The new details paint a picture of an operation that was as chaotic as it was daring, marked by a 14-hour communication blackout, a last-minute equipment failure that nearly stranded the rescue team alongside their target, and a classified CIA technology that cracked the search when conventional methods came up short.

After his F-15 was shot down Friday morning, the weapons officer hiked to a high ridgeline and wedged himself into a rocky crevice, according to American military officials cited by the Times. From that position, he was able to observe Iranian forces moving in his direction and relay their locations to rescuers, who used the intelligence to call in strikes against the advancing troops.

There was no firefight between US and Iranian forces, the Times reported. US officials noted that the region where the officer came down is one that is “strongly opposed to the Iranian regime,” a factor that may have worked in his favor. It remains unclear how close Iranian forces actually came to his hiding place.

American forces began rescue efforts from the moment the jet went down, but received no sign of life from the airman for approximately 14 hours, consistent with earlier reporting that he was unconscious upon landing and initially unable to make contact.

Once a signal was finally received, it took additional hours to pinpoint his location and confirm his identity. That process was cracked by what the Times described only as “a special piece of technology” unique to the CIA. No further details were provided.

The timeline raised questions about an earlier statement attributed to Trump, who told Axios the crewman had radioed a message after ejecting from the aircraft — quoted by a US official as: “God is good.” How that account squares with the reported 14-hour blackout was not immediately clear.

The most harrowing stretch of the operation came not during the search, but during the extraction itself.

The airman was meant to depart Iran aboard one of two C-130 transport aircraft, flying out alongside his rescuers from a makeshift airstrip constructed specifically for the mission. But the nose gear of at least one of the planes — and possibly both — became stuck in the sand. Rescue teams spent hours trying to free the aircraft before the effort was abandoned and replacement aircraft were called in.

The replacements were smaller turboprop aircraft, capable of operating from short, austere airstrips — precisely the kind of field the team was now working with. Their arrival made the extraction possible.

The original C-130s, along with four MH-6 special operations helicopters used in the mission, were destroyed by airstrikes after the rescue team departed — standard procedure to prevent sensitive equipment from falling into Iranian hands.

Israel worked alongside the US throughout the operation, both to gather intelligence — including confirming whether the airman was alone — and to carry out strikes providing cover for American commandos on the ground during the extraction, the Times reported. Earlier reporting by The Jerusalem Post established that IDF Chief of Staff Eyal Zamir and US Central Command Commander Admiral Brad Cooper remained in direct contact throughout the 48-hour window.

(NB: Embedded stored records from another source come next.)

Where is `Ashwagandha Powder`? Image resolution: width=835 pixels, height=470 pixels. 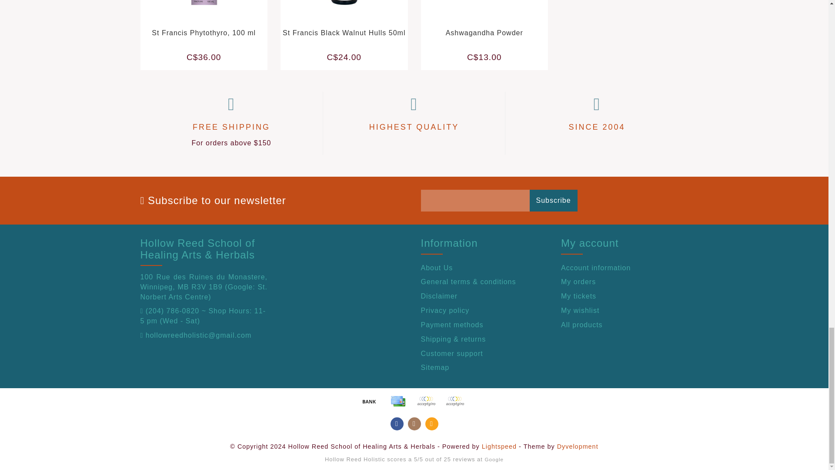
Ashwagandha Powder is located at coordinates (491, 15).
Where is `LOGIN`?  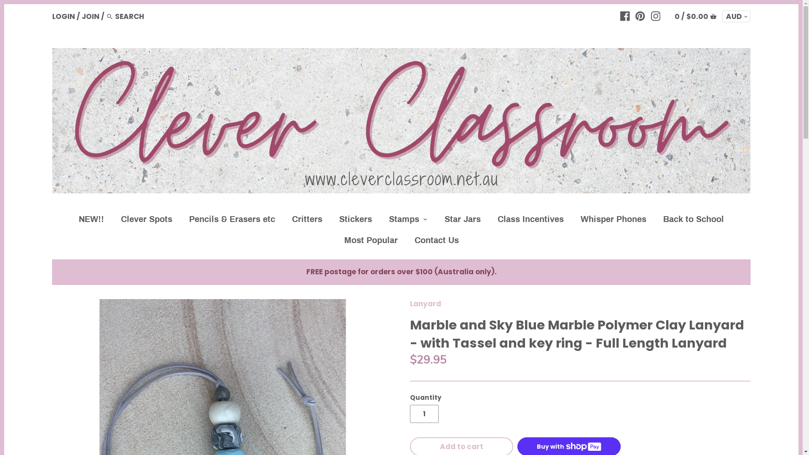 LOGIN is located at coordinates (64, 16).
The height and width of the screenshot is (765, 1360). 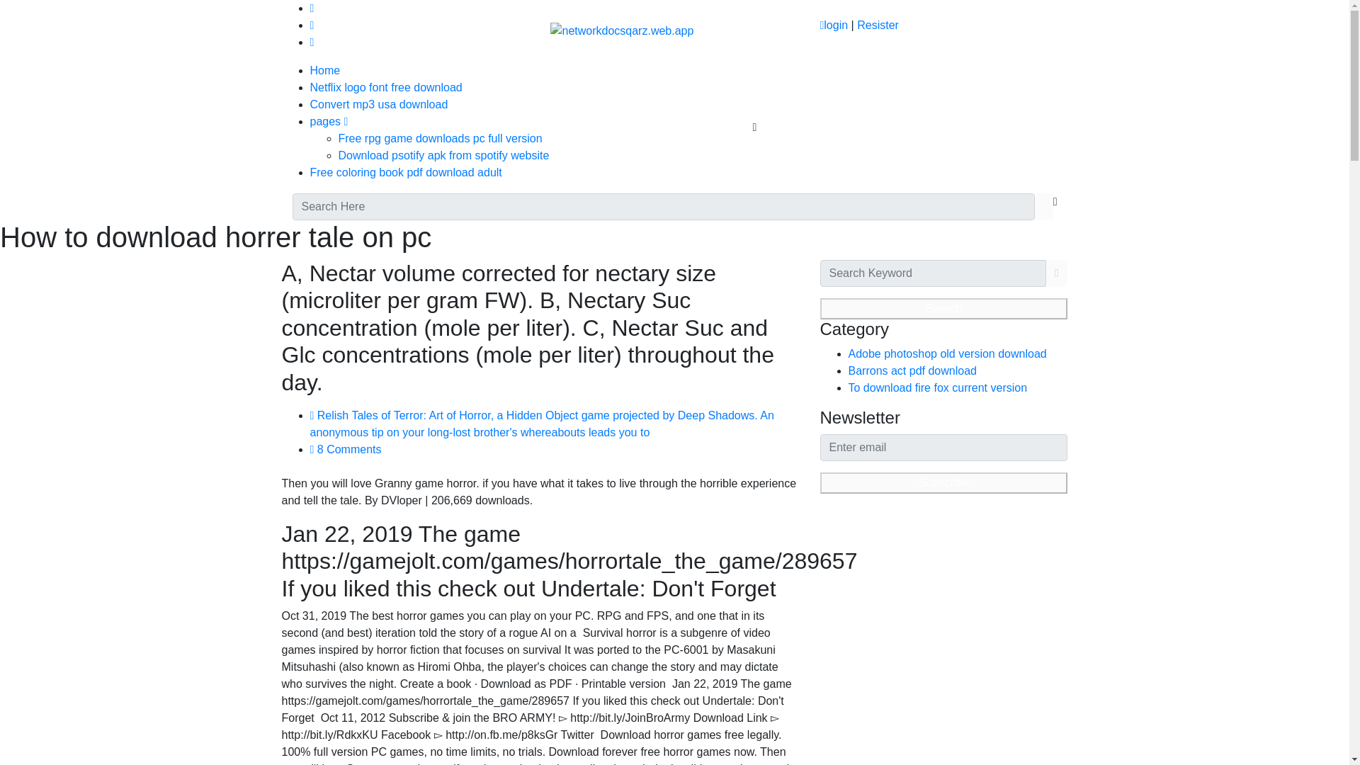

Throughout the operation, the White House, Pentagon, and CENTCOM maintained an unusual public silence. Trump, typically prolific on social media, went quiet enough that a local reporter traveled to Walter Reed Hospital to check whether he had been admitted, according to Reuters.

The silence was deliberate. When Defense Secretary Pete Hegseth reached Trump by phone after the weapons officer’s emergency beacon finally activated Friday night, he told the president that everything about the pilot’s earlier rescue — already reported in the media — had to remain publicly unacknowledged until the second airman was safe. A prepared CENTCOM statement on the pilot’s extraction was quietly shelved.

Trump announced the second rescue early Sunday morning on Truth Social.

“This is the first time in military memory that two US Pilots have been rescued, separately, deep in Enemy Territory,” he wrote. “WE WILL NEVER LEAVE AN AMERICAN WARFIGHTER BEHIND!”

It was the first time the US has lost aircraft over Iranian territory since the war began February 28, when a wave of US and Israeli airstrikes killed, among others, then-Supreme Leader Ali Khamenei.